There is little doubt that one of the impacts of the current recession within the professional services world is the way in which clients have become more critical buyers. At MSI Global Alliance (www.msiglobal.org), we certainly welcome this shift because it has forced buyers to look more critically at the service offering available from mid-sized firms, and realise that it is often broader than they had perhaps anticipated.
But just as much as the recent downturn has caused a refreshing change in the way in which the more enlightened clients buy professional services, it should also serve as an overdue reminder that the providers of professional services need to review the way in which they provide those services.
Michael Tuchman, a senior partner in Levenfeld Pearlstein LLC, MSI's Chicago-based law firm member, was interviewed recently by the Chicago Lawyer Magazine.

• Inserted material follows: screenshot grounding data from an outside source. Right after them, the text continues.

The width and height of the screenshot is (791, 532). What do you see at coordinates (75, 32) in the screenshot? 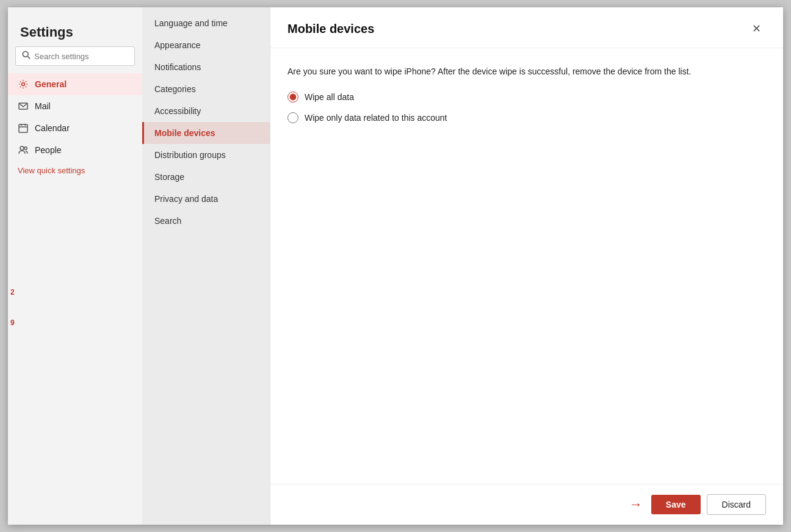
I see `settings-title: Settings` at bounding box center [75, 32].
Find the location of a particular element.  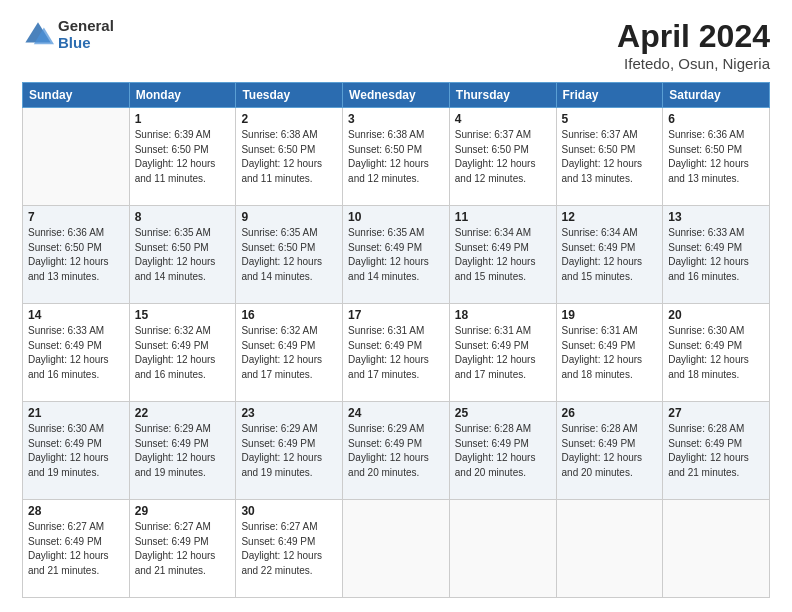

header-monday: Monday is located at coordinates (182, 96).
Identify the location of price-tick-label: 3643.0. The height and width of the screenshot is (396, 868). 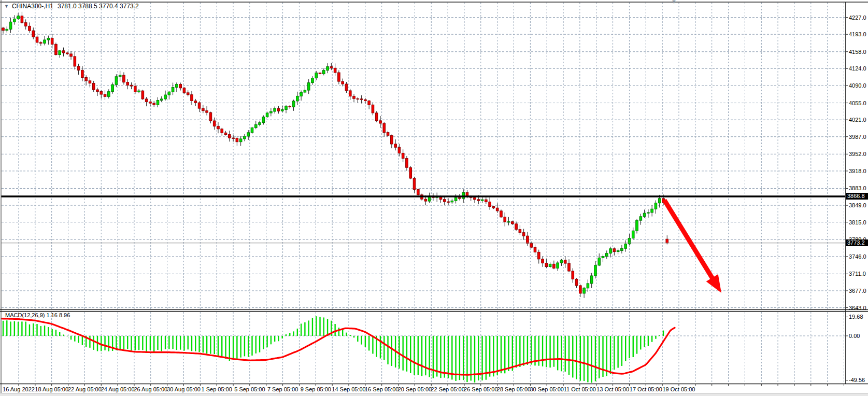
(858, 308).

He wrote:
Last year’s economic shocks and the tremors since then have prompted most of us to review the value propositions in our business relationships. Lawyers have not often had to prove up and defend their value quotient at a relationship level. It is interesting to see how clients have made do with less lawyering. Part of it, of course, is a function of a slower economy and a diminished need for legal services, but increasingly it is because clients are doing a more rigorous cost-benefit analysis before they pick up the phone to assign a task or address a potential problem.

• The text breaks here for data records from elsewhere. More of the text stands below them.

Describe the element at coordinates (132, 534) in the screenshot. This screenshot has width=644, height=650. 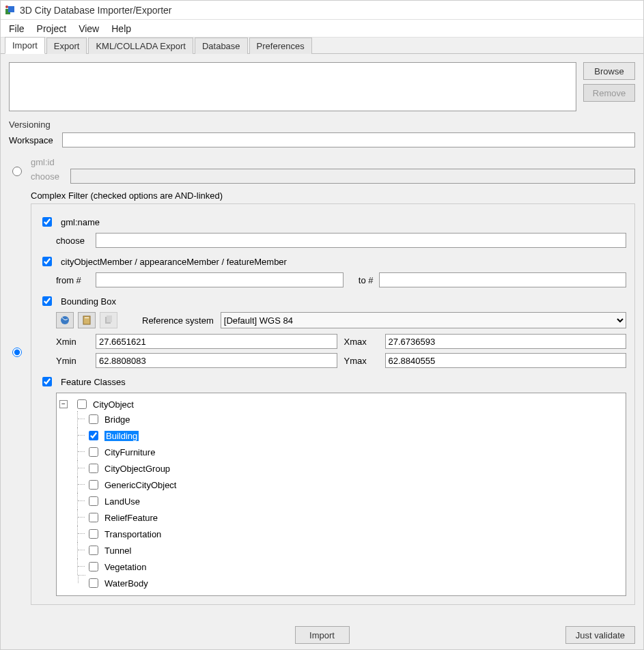
I see `tree-node-label: Transportation` at that location.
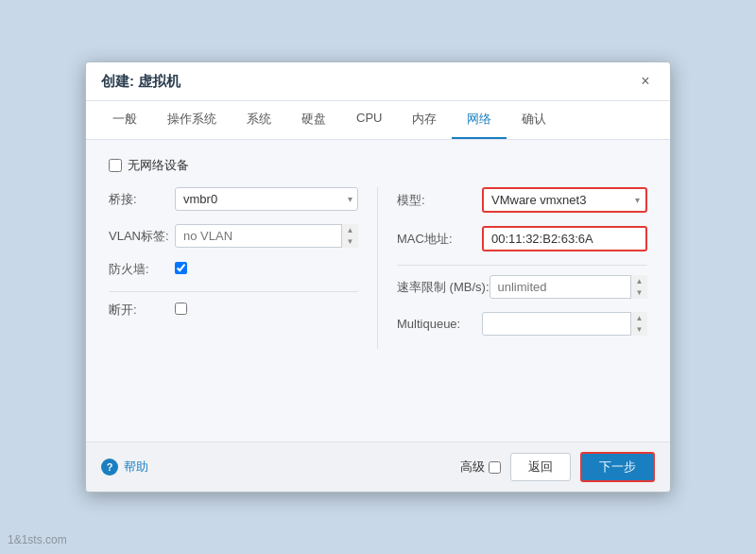 This screenshot has height=554, width=756. What do you see at coordinates (443, 287) in the screenshot?
I see `rate-label: 速率限制 (MB/s):` at bounding box center [443, 287].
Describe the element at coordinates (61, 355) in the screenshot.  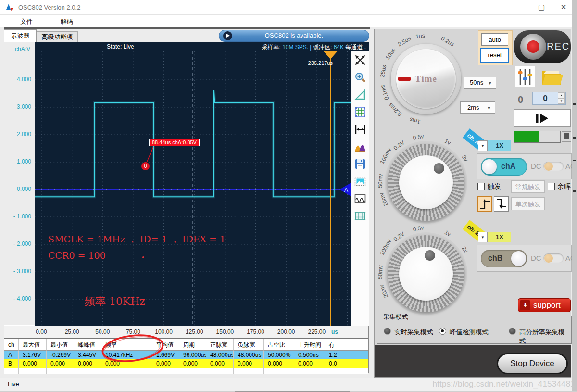
I see `table-cell: -0.269V` at that location.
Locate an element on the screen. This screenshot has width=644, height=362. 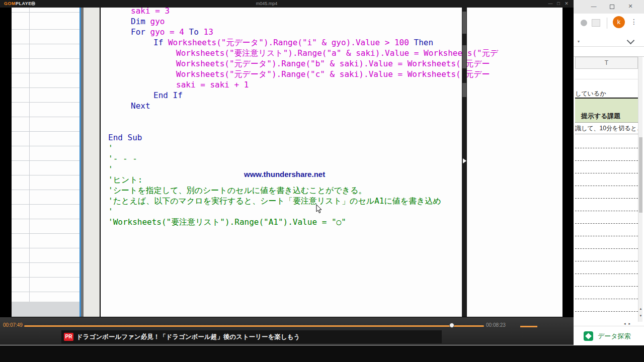
video-spreadsheet-scrollbar is located at coordinates (45, 309).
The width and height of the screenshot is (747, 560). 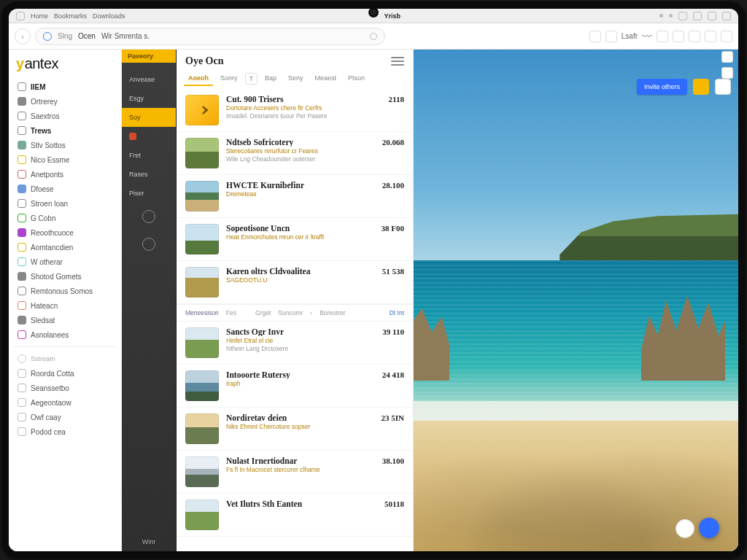 What do you see at coordinates (65, 174) in the screenshot?
I see `sidebar-item: Anetponts` at bounding box center [65, 174].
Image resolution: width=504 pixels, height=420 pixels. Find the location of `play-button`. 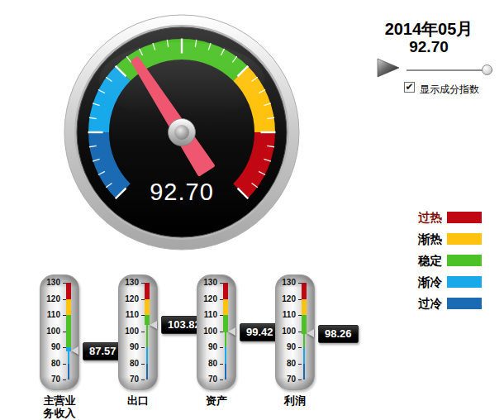

play-button is located at coordinates (388, 68).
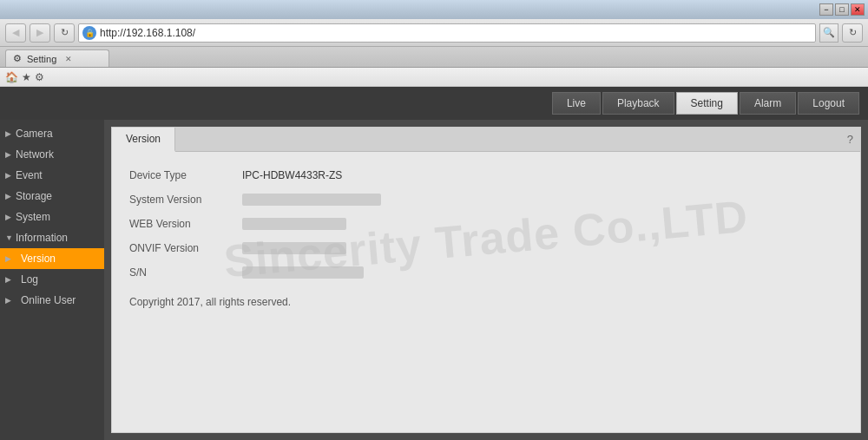  I want to click on security-icon: 🔒, so click(89, 33).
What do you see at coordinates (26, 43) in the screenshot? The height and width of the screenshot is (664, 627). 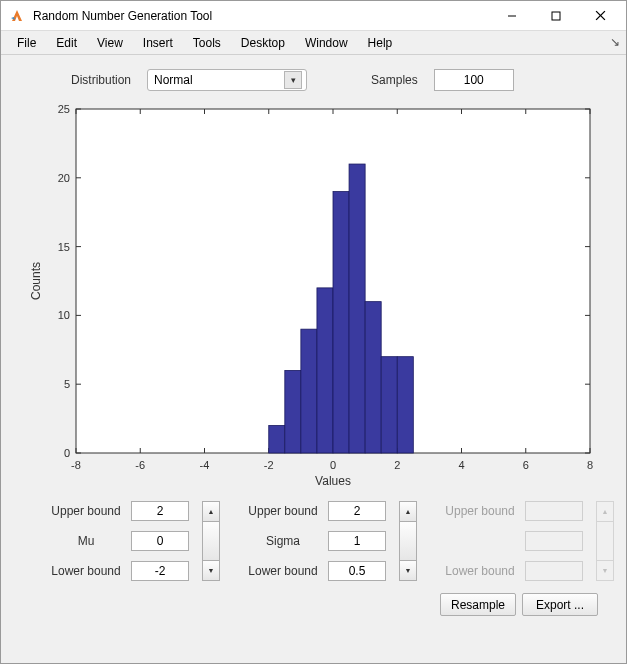 I see `menu-file: File` at bounding box center [26, 43].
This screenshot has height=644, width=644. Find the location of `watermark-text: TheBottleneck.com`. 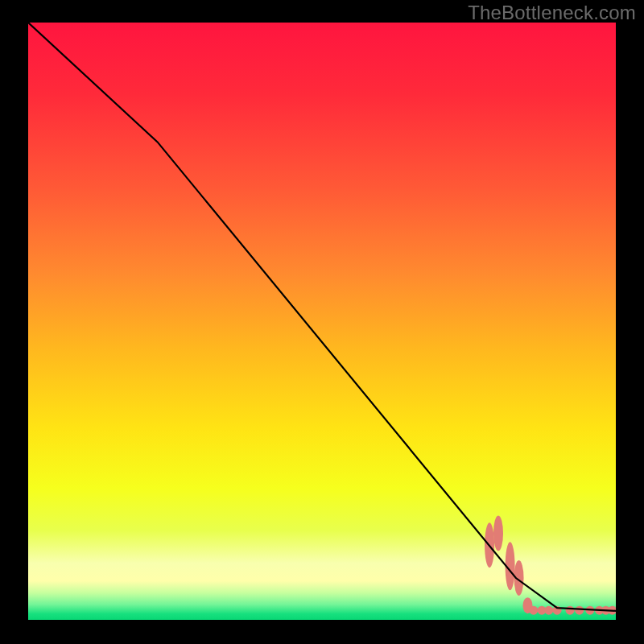

watermark-text: TheBottleneck.com is located at coordinates (552, 13).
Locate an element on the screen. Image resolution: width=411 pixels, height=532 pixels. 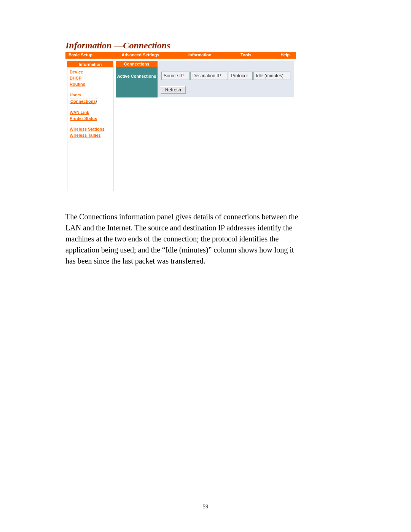
sidebar-item-printer-status: Printer Status is located at coordinates (83, 118).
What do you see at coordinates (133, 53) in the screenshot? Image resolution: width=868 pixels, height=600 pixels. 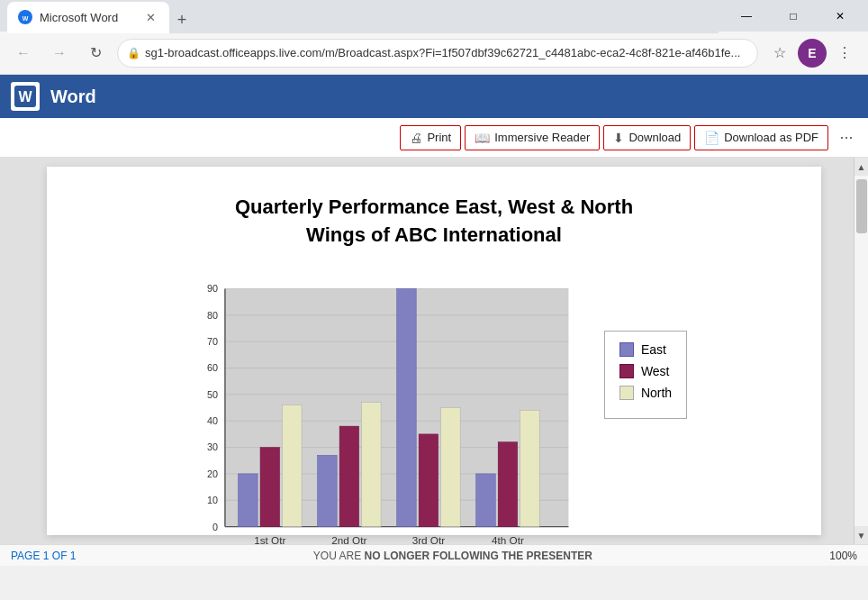 I see `lock-icon: 🔒` at bounding box center [133, 53].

The impact on the profession is broad and deep, and goes well beyond finding the correct hourly rate. I know some lawyers think that things will return to “normal” once economic activity picks up, however, I do not believe this will be the case. Prosperity will require lawyers to apply themselves more selectively, that is, only where they add meaningful and perceptible value. If a lawyer can proactively engage a client on how to most efficiently use his skill set, the client is less likely to view the lawyer as merely a toll collector he would rather detour.
Relationships are two-way processes. It would be a foolish and short-sighted person who thought anything else as businesses move forward out of the current trough.